Right now, you sound exactly like one of those C level execs who looks at IT and asks “We haven’t had an issue in years, what do we need to pay them for?”
Even if you have a full-time role for continuously auditing the infrastructure (which I would say is the responsibility of either a security officer or a devops engineer), you still didn’t show how that needs a 15-person team, and an otherwise-untouched infrastructure should just keep on working (barring sabotage), unless someone really messed something up.
If CI builds or deployments keep randomly failing at your place, that’s not an inescapable reality, that’s just a symptom of bad software development practices.
And lawyers are pretty likely not staff at all.

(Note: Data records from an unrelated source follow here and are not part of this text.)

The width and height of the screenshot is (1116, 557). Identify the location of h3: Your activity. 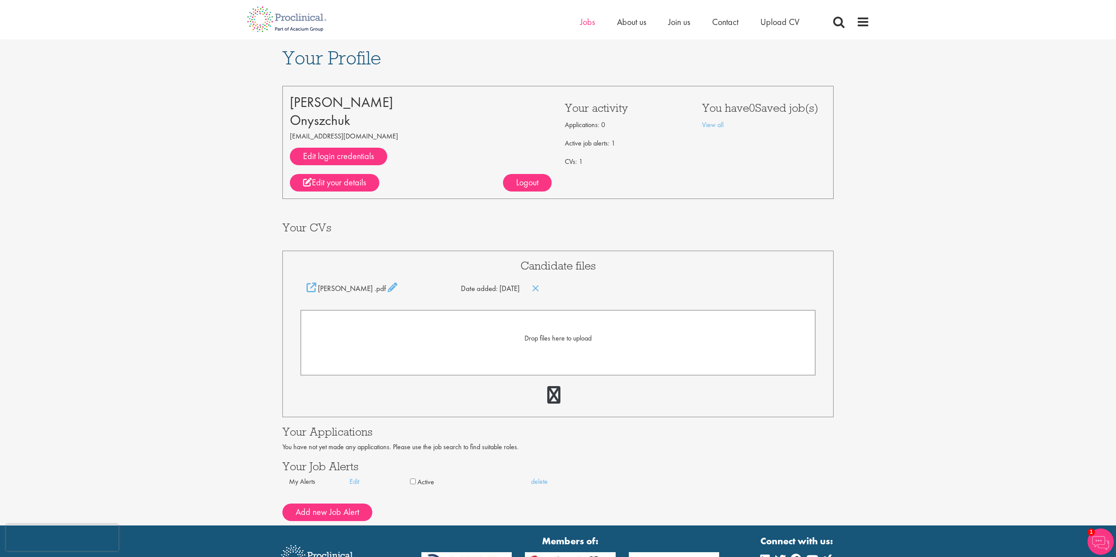
(627, 108).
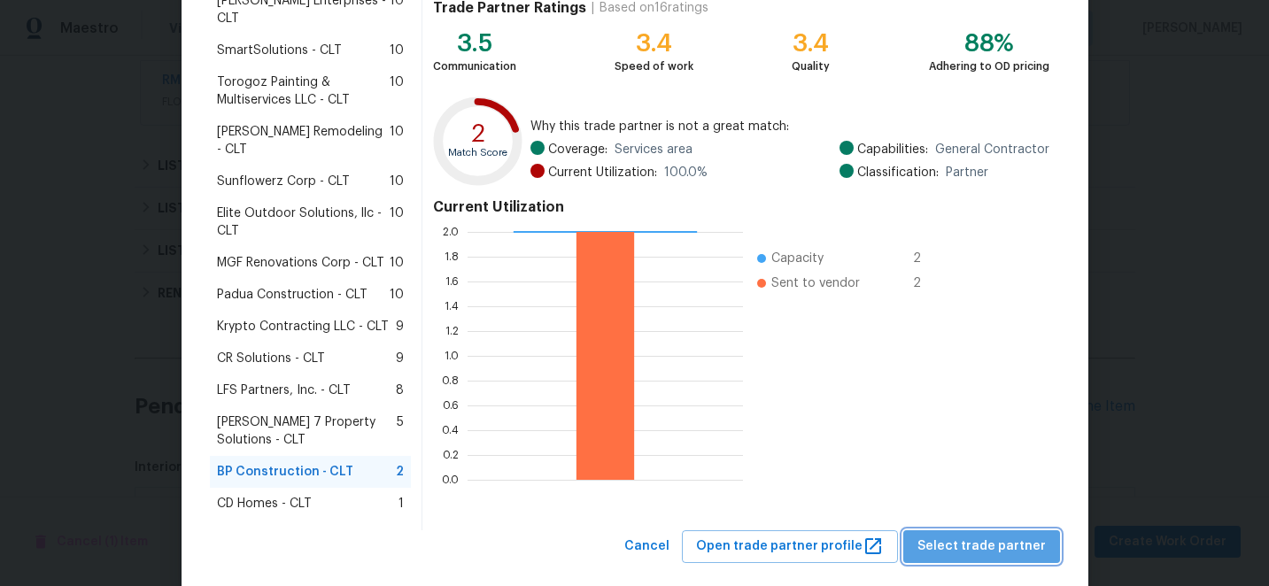 Image resolution: width=1269 pixels, height=586 pixels. I want to click on span: Torogoz Painting & Multiservices LLC - CLT, so click(304, 91).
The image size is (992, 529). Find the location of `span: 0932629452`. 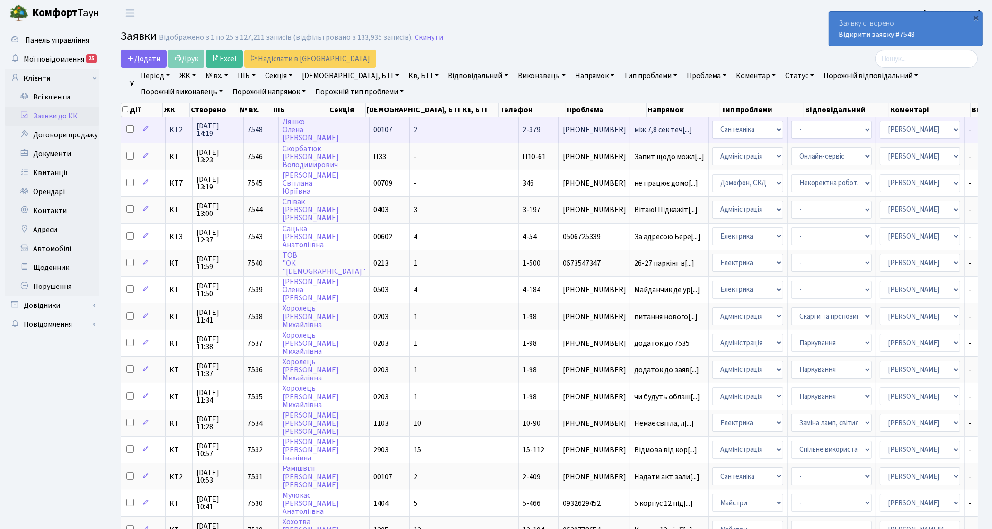

span: 0932629452 is located at coordinates (594, 503).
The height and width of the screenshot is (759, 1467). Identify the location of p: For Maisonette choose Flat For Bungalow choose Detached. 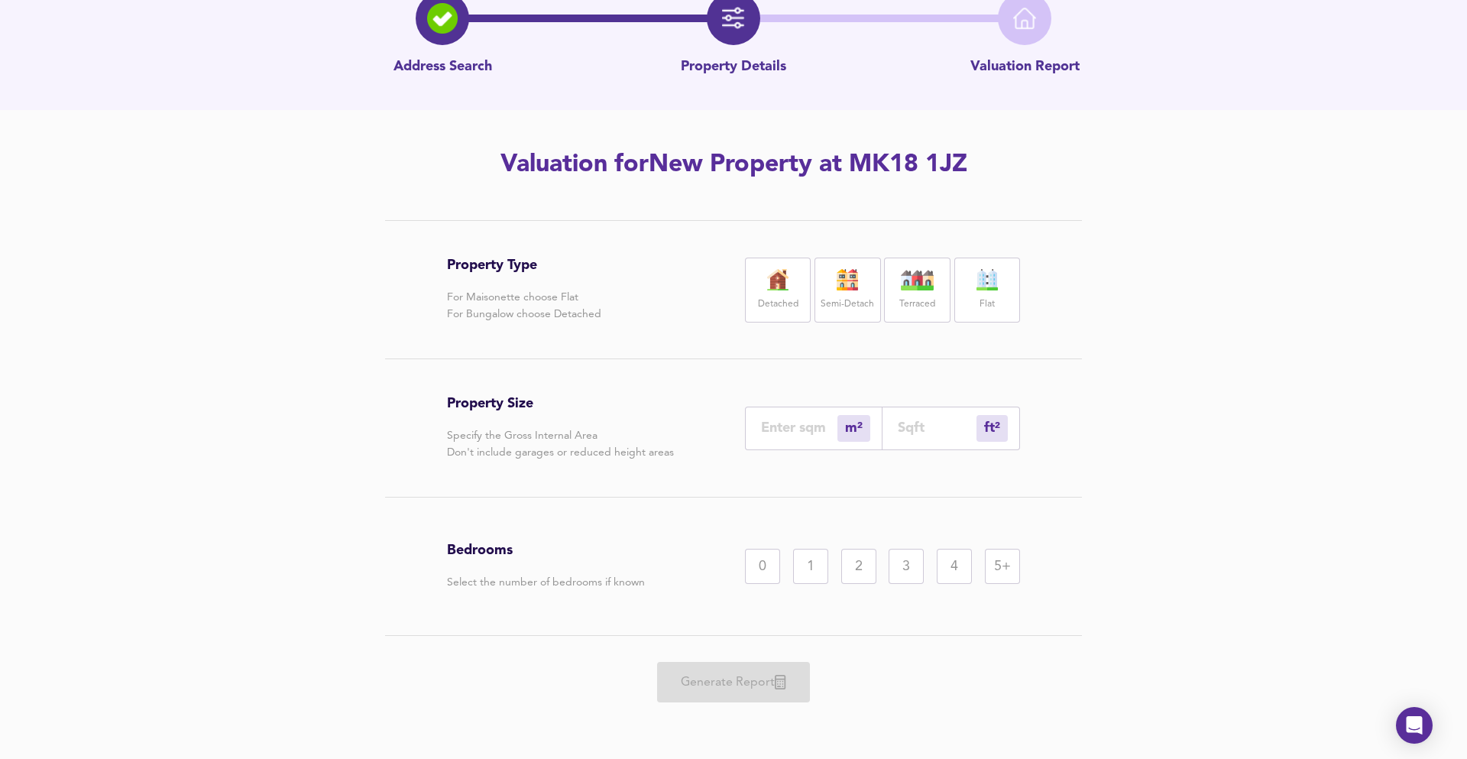
(524, 306).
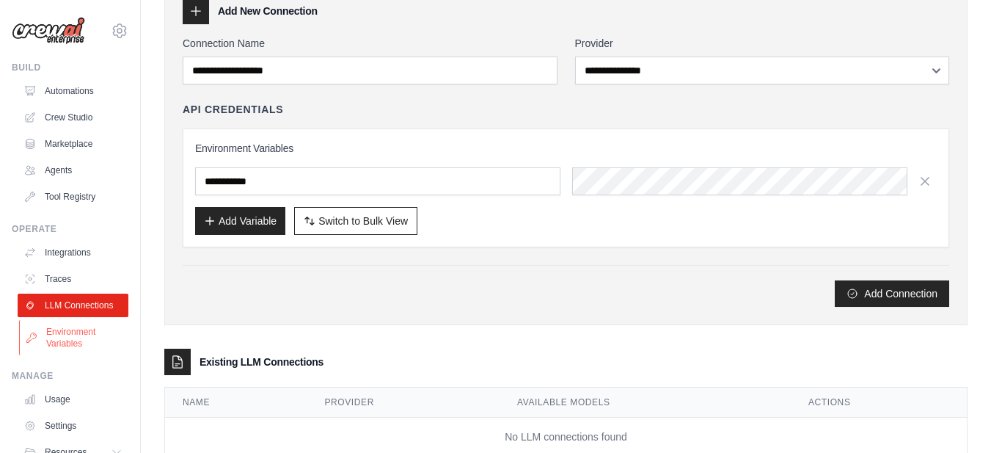  What do you see at coordinates (566, 148) in the screenshot?
I see `h3: Environment Variables` at bounding box center [566, 148].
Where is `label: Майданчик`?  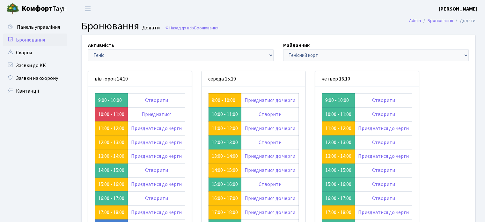 label: Майданчик is located at coordinates (296, 45).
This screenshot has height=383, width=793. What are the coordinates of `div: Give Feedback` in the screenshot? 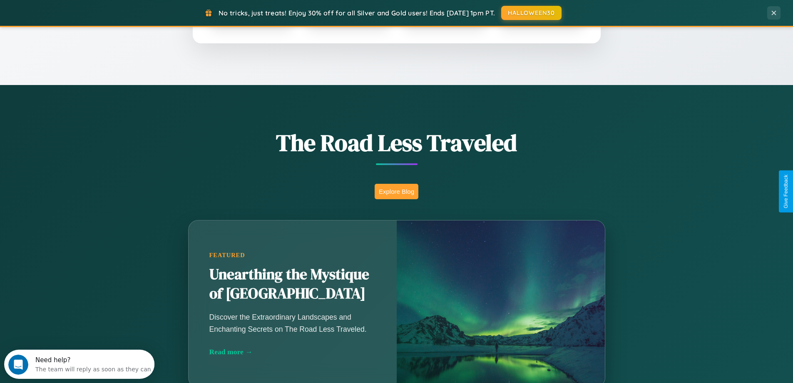 It's located at (786, 191).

Someone needs to make a browser extension that hides any article with “experts say” in the title
Someone
We have now selected you to be that person.
The security software I maintained had one engineer.
Your move, sec nerds.
This journalist writes with the same amount of confidence as ChatGPT.
Headline is terrible. The big red flags are that they don’t do end-to-end encryption by default, the servers are in Dubai, and use a proprietary algorithm.
Last part should be clarified further. They didn’t reinvent AES or anything. It’s more like a protocol that puts together existing algorithms. It means they can use transport layers without TLS or anything else that wraps your messages in crypto otherwise.
https://core.telegram.org/mtproto
I’d still say this is a red flag. How you wrap encryption around your messages has several pits you can fall into. It’s not as bad as reinventing AES, though.
Headline is terrible
They do explain though that given how below average their headcount is, it means they’re likely understaffed, overworked, and have zero capacity to respond to intrusion attempts.
The count of engineers means absolutely nothing.
It does for a bridge, but not for software.